Conscientious objector? I didn’t even know what that was, but the word conscience immediately gripped me. It maneuvered between the seams of my empty flak vest, veering threateningly close to my heart. After months of subsisting on fear and constantly being fed an us-versus-them, “shoot first, ask questions later” mind-set, my head and heart were a minefield. I was a soldier in a war zone, but I still didn’t know whether I could kill someone if I had to. I was hiding behind the medic bag I carried and the job that came with it—defending life, limb, or eyesight without exception: American, Iraqi, civilian or enemy. Wearing self protective blinders, I zeroed in on keeping people alive long enough to get them transported and cared for. I accepted the possibility of having to watch people die, but I hadn’t yet decided if I could pull the trigger to take a life.

Oblivious to my battling conscience, the soldier next to me carried on his one-sided conversation. “Me too,” he continued as if I had answered. Refusing to meet his gaze, I kept my eyes on the floor, staying in my protect-and-defend mode, which I had practiced so well as the lone female soldier: Don’t look up. Be small, invisible, less female, less me. Avoid being noticed. And try to make it through another day without being pinned against a wall or targeted for being followed to the latrine at night.

That didn’t deter him from continuing to talk. “I’m not an official conscientious objector,” he clarified in a cheerful voice. “But I love Jesus, and there’s no way I would take away another person’s chance at knowing God by taking their life.” 

His words sounded like an official pronouncement, cutting through the silence of the deserted clinic waiting area. “I’m a truck driver, and it’s dangerous out there every day.  I love my wife and two kids back home. But I refuse to load bullets in my weapon,” he declared. “I’d rather go to heaven myself than take that opportunity away from another person.”

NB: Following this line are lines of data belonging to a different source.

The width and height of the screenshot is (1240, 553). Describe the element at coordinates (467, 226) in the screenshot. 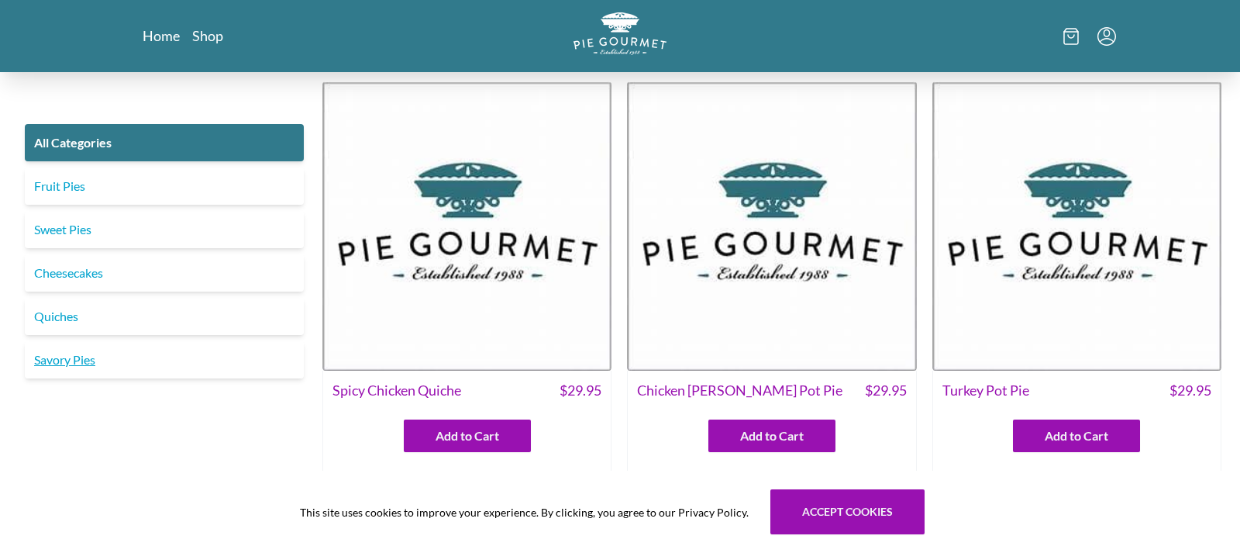

I see `a: Spicy Chicken Quiche` at that location.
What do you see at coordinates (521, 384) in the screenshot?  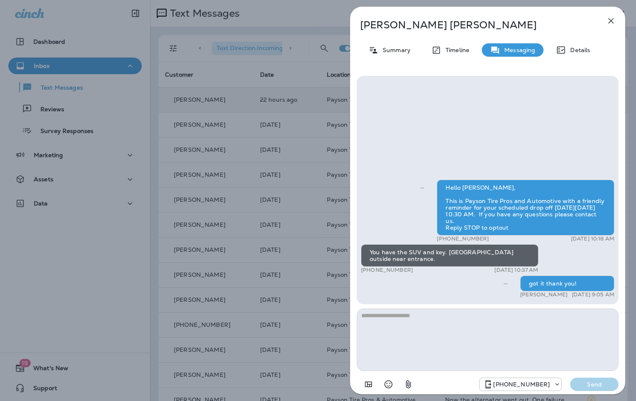 I see `div: +1 (928) 260-4498` at bounding box center [521, 384].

I was stunned. His words were like a neon sign illuminating a truth that had been chasing me since landing in this war: What am I willing to give my life for? What am I willing to take a life for? My unflinching answer to both those questions had always been my country. I had always been satisfied by this answer until the first night of the convoy. My certainty trembled under the weight of this soldier’s commitment to a costly, self-sacrificing love. God’s quiet insistence that he loves my enemy too, pushed back on my beliefs that night.

The soldier beside me was the first person I’d met who thought this way. I caught a glimmer of a love so big that death couldn’t scare him into doing anything other than loving the other person. His faith made him free in a way I wasn’t. He was free to live as if heaven was real and this earth was not his home, and he could live out that faith in the most costly way imaginable—as if he had something extravagant to give, instead of something priceless to protect.

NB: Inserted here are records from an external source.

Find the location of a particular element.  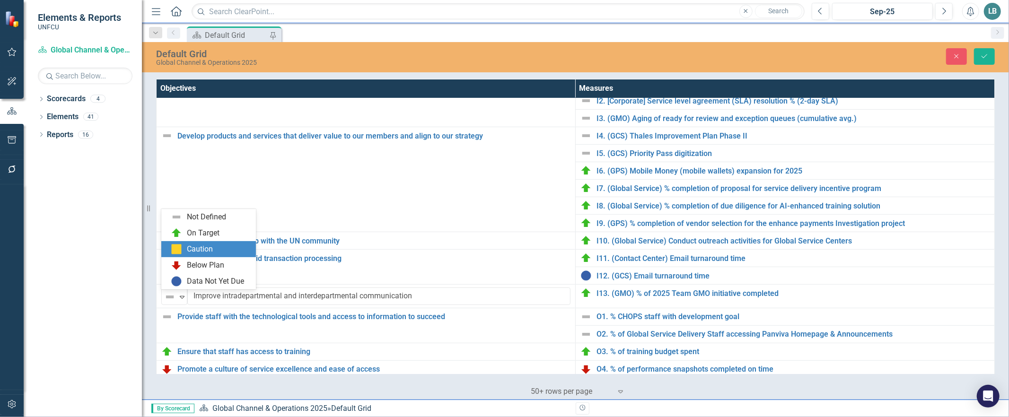

a: Develop products and services that deliver value to our members and align to our strategy is located at coordinates (374, 136).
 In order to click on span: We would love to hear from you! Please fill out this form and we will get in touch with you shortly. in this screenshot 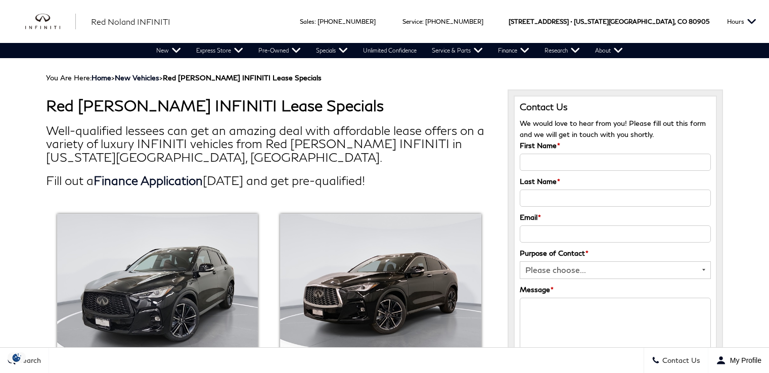, I will do `click(613, 128)`.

In the middle of the darkest desert night in the tent clinic, I felt a hovering elation. The truest and most beautiful love I could imagine was sitting right next to me, smiling to himself. His cross-shaped love started to unmake the fear that had been suffocating my soul on the battlefield. The tension that had been building ever since the night God told me not to run over an Iraqi child to protect my convoy finally broke apart.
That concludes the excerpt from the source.